Electronic Thesis and Dissertation Repository

Thesis Format

Integrated Article

Degree

Doctor of Philosophy

Program

Biology

Supervisor

Sherry, David F.

2nd Supervisor

Guglielmo, Chris

Abstract

The major forces that govern social groups, namely fission-fusion dynamics, cohesion and maintenance, are nearly ubiquitous across animal groups. The field of animal collective behaviour has recently been married with automated radiotracking producing a ‘re-wilding’ of field research into sociality. The combination of this with Social Network Analysis has led to discoveries such as population wide information transfer and the flexibility of animal groups to change social connectivity based on environmental context. However, these networks are constructed, and do not include the dynamic environmental, spatio-temporal, and social contexts which directly affect sociality. I conducted the first automated radiotracking study I know of to track free-living flocks of black-capped chickadees, through the non-breeding season. My major objective was to combine existing radiotelemetry methods with advanced statistical techniques to create novel methodologies to track and quantify socially relevant movements and behaviours. Firstly, I used Linear Discriminant Analysis to match signal strength profiles of key individuals to all others as a new method of flock identification. Secondly, I examined onset of daily activity to test whether this was cohesive in flocks. Since unexpected spikes of early activity prior to onset were observed, I investigated the possibility that these restless events were related to environmental stressors. Finally, I used known activity thresholds to investigate the general activity patterns of ranks to address previous contradictions of rank and activity, and to test if field activity was consistent with theoretical predictions of optimal winter bird activity. Flocks were effectively tracked and identified with automated radiotelemetry alone and fusion-fission events could be tracked as well. Onset of activity was found to be cohesive within flocks, which was further supported by onset changes during fission-fusion events. Environmental pressure, temperature, windspeed and winter storm events were all related to sleep disturbances. Daily activity amount was higher in high ranks than low ranks and general activity patterns agreed with theoretical models. My findings contribute new methodologies to the field of collective animal movement and demonstrate the importance of automated radiotelemetery studies in providing important applications to social dynamics and beyond.

Summary for Lay Audience

Advancements in the field of radiotelemetry (e.g. smaller radiotags with longer battery life), have allowed small animals to be tracked for longer than ever before. By using a network of radiotower stations, the process of detecting pulses from tagged individuals is completely automated, meaning that multiple individuals can be tracked simultaneously and in real-time directly in the field.

The black-capped chickadee (Poecile atricapillus) is a small bird found in mostly wooded habitats from coast to coast in most of North America. In winter, chickadees form flocks of approximately 3-12 individuals which a range of roughly 9.5 hectares. Flocks are relatively stable, and flock-mates engage in most behaviours as a group through the winter, before ultimately breaking up into breeding pairs in the spring. Occasionally, individuals will ‘flock-switch’ and leave one flock and join another or become solitary. Flocks are organized via a dominance hierarchy in that the highest ranking bird, outcompetes lower ranks for resources and skews fitness in their favour. Because chickadees do not migrate in the winter, they provide an excellent model to explore how automated radiotelemetery can advance the study of social dynamics.

I erected four radiotelemetry stations in a 60 hectare forest in Elginfield, Ontario and caught and tagged chickadees with Avian Nanotags (0.35g) via a figure-8 harness. I ultimately tracked the movements of 12 flocks in the winter seasons of 2016 and 2017. I first used advanced statistical methods to discover a new method to separate and track both flocks and flock switchers. Next, I examined the wake-up times of flocks, and found these were synchronized in the group. During this analysis, unexpected early spikes of activity were observed, so I compared weather data from a local station to these events and found extreme weather (winter storms) likely caused sleep disturbances. Lastly, I used this dataset to examine rank-specific daily activity, and found high ranks are more active and that daily activity curves from all birds are consistent with theoretical predictions. Collectively, my thesis expanded on known methods of radiotelemetry and demonstrated the value of such a dataset to the animal collective movement field.

Creative Commons License

Creative Commons Attribution 4.0 License
This work is licensed under a Creative Commons Attribution 4.0 License.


* INSTRUCTIONS TO FOLLOW *
Beginning with the line that contains "What do you see at coordinates (592, 222)", transcribe the rest of the listing below exactly, including its last line, and exclude any pictures.

* DATA UNDER STUDY *
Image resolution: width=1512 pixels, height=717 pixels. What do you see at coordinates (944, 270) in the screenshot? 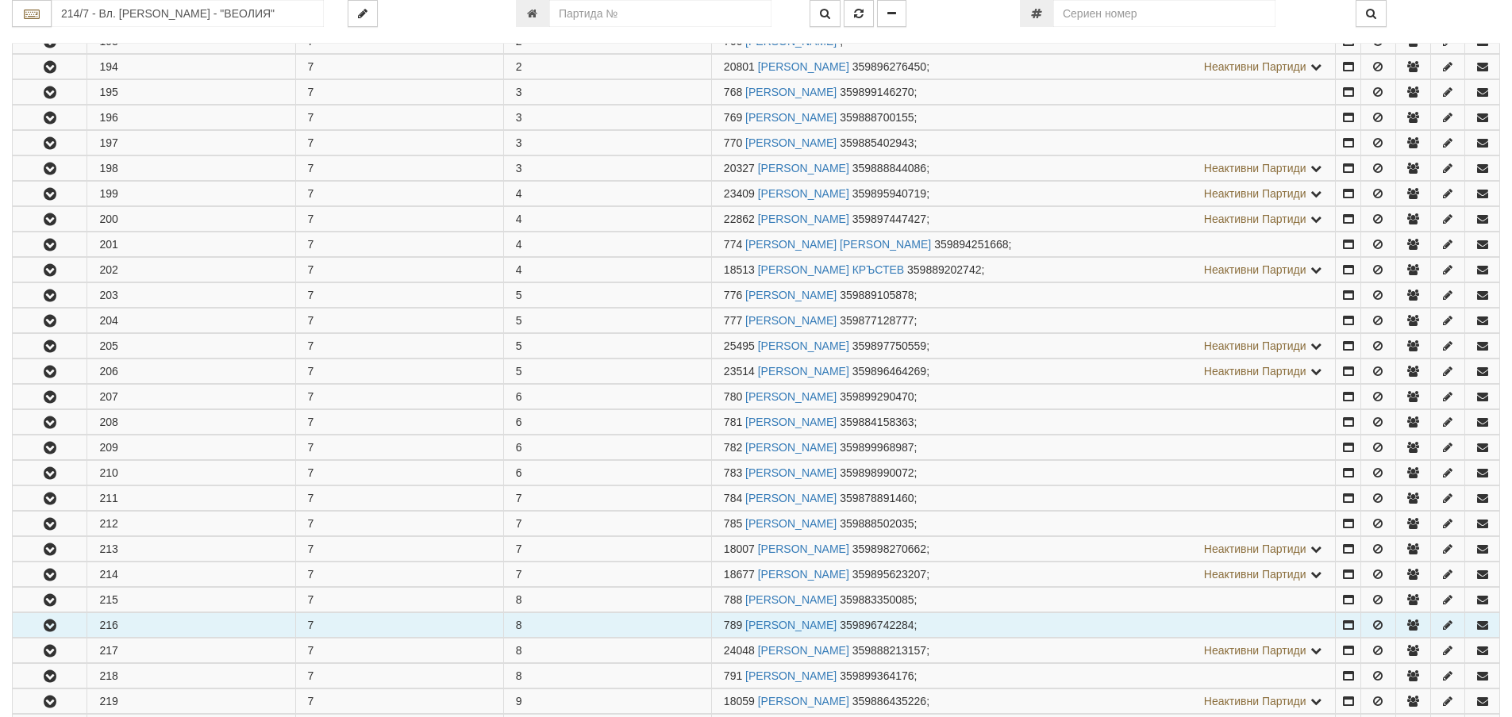
I see `span: 359889202742` at bounding box center [944, 270].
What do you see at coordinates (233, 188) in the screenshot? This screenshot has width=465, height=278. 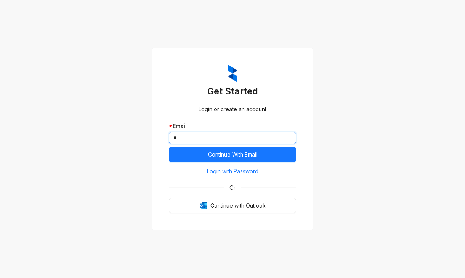 I see `span: Or` at bounding box center [233, 188].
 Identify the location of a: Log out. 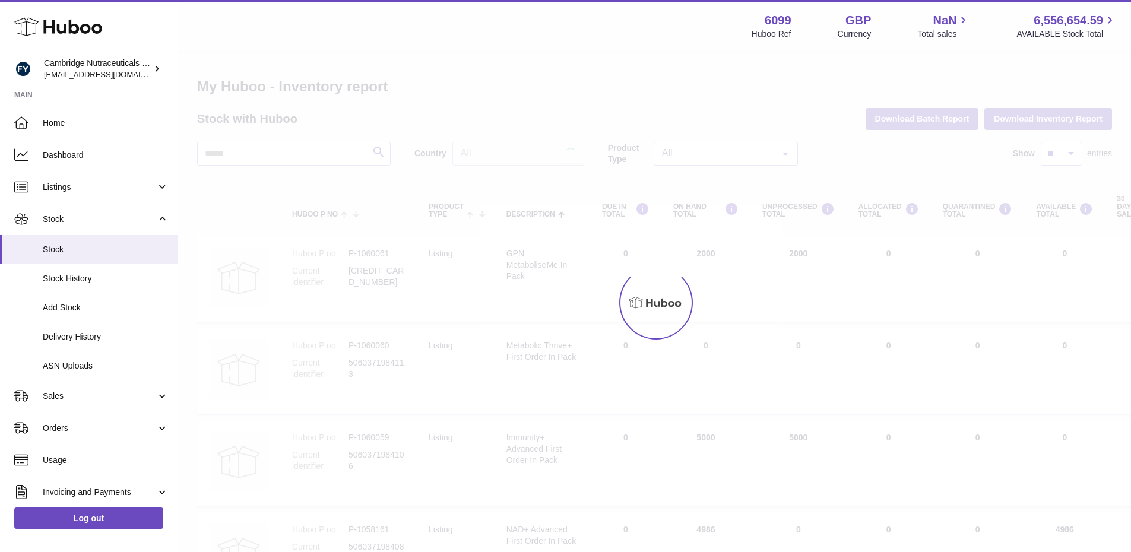
(88, 518).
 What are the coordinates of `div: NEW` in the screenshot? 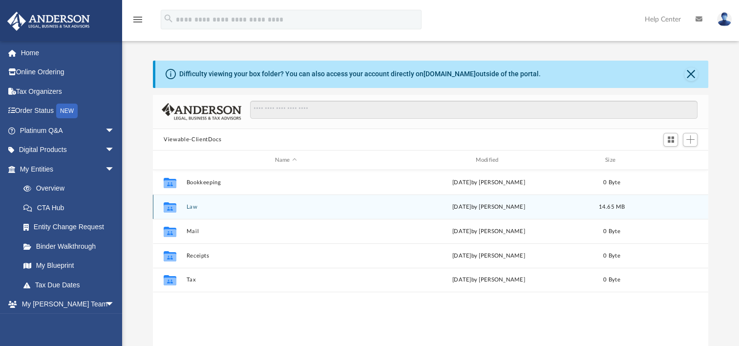 It's located at (67, 111).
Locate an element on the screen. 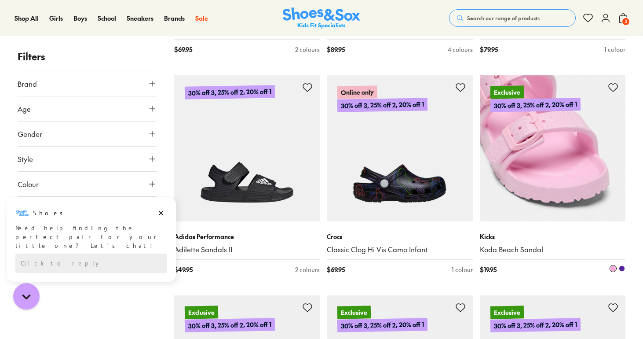 This screenshot has height=339, width=643. a: Koda Beach Sandal is located at coordinates (553, 249).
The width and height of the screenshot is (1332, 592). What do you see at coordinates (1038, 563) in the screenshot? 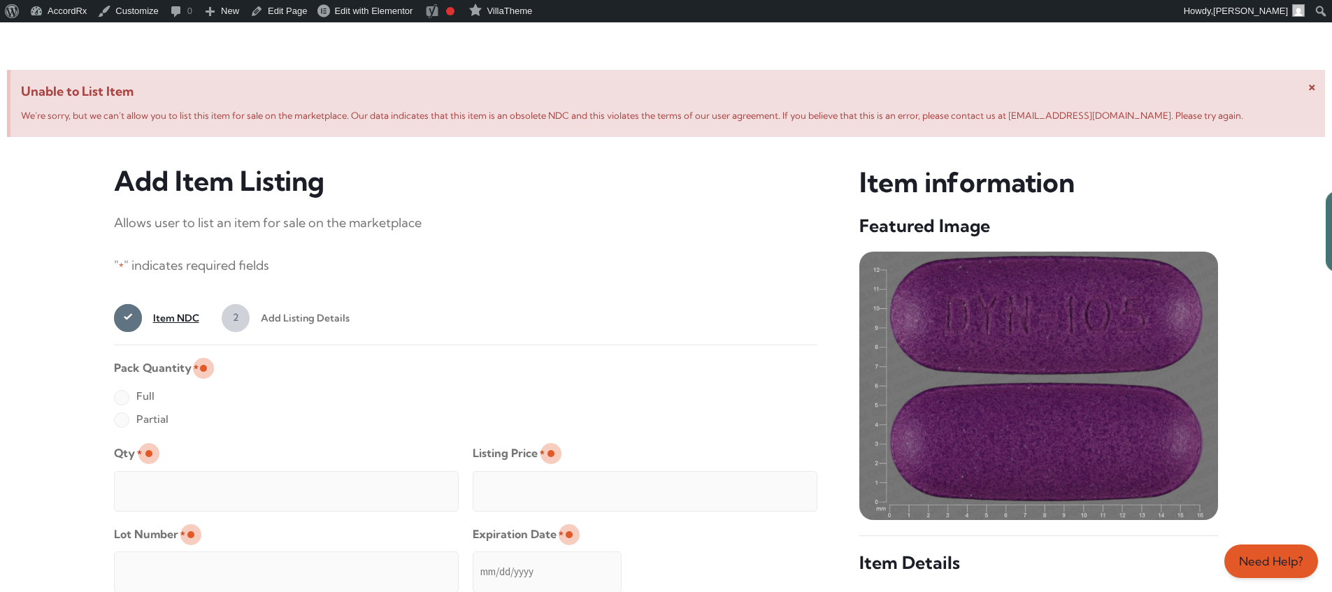
I see `h5: Item Details` at bounding box center [1038, 563].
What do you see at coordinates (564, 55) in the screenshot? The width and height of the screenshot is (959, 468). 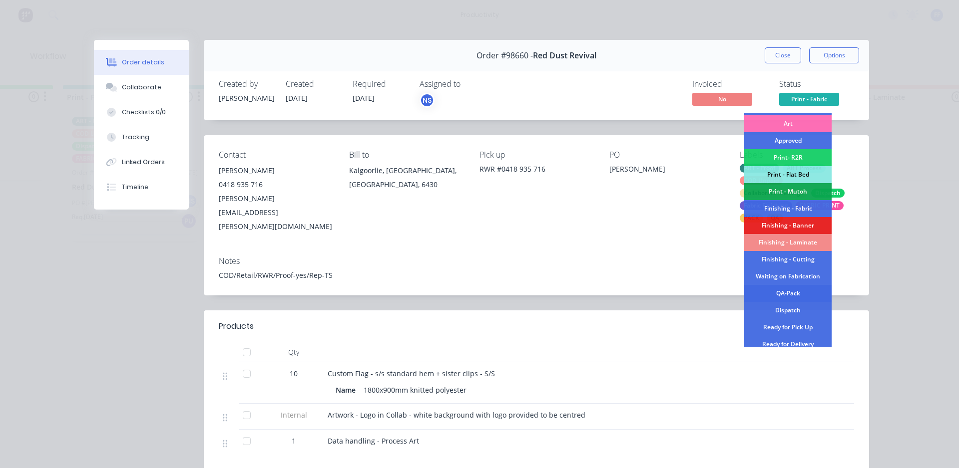 I see `span: Red Dust Revival` at bounding box center [564, 55].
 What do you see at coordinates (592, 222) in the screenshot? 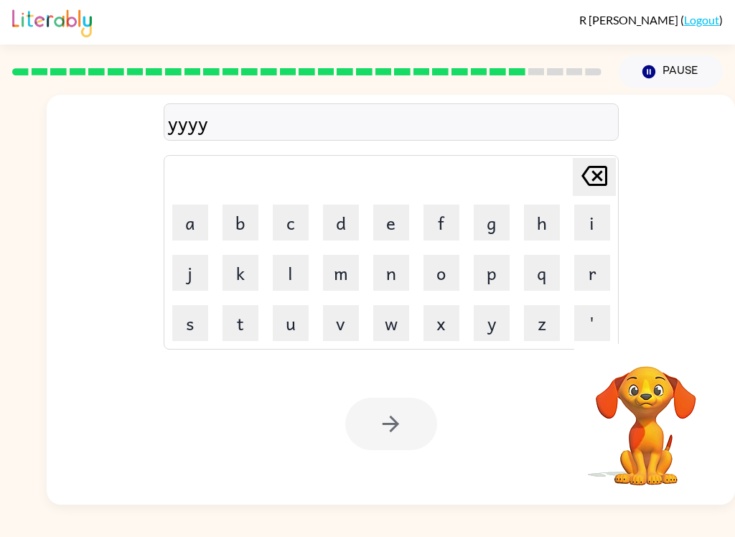
I see `button: i` at bounding box center [592, 222].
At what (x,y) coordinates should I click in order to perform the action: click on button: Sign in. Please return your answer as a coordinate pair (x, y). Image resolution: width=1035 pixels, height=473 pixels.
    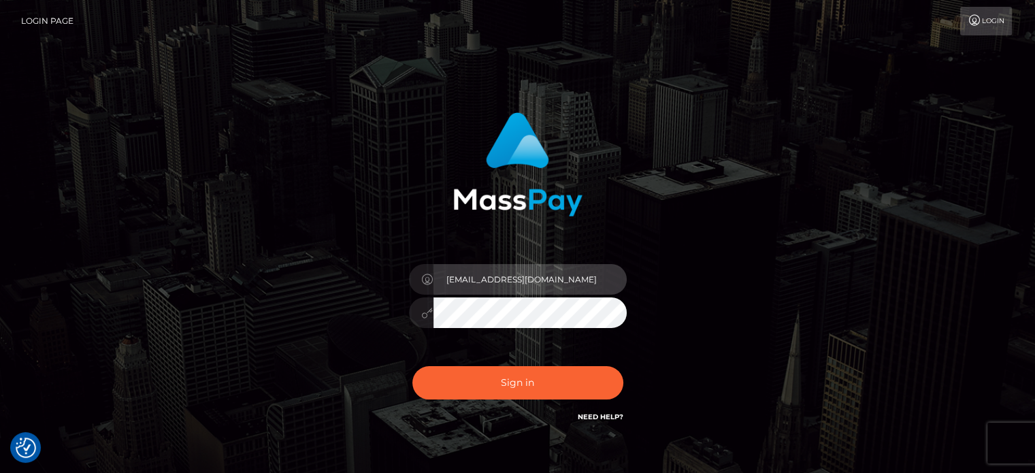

* TASK RESPONSE *
 What do you see at coordinates (592, 222) in the screenshot? 
I see `button: i` at bounding box center [592, 222].
At what (x,y) coordinates should I click in order to perform the action: click on button: Sign in. Please return your answer as a coordinate pair (x, y). Image resolution: width=1035 pixels, height=473 pixels.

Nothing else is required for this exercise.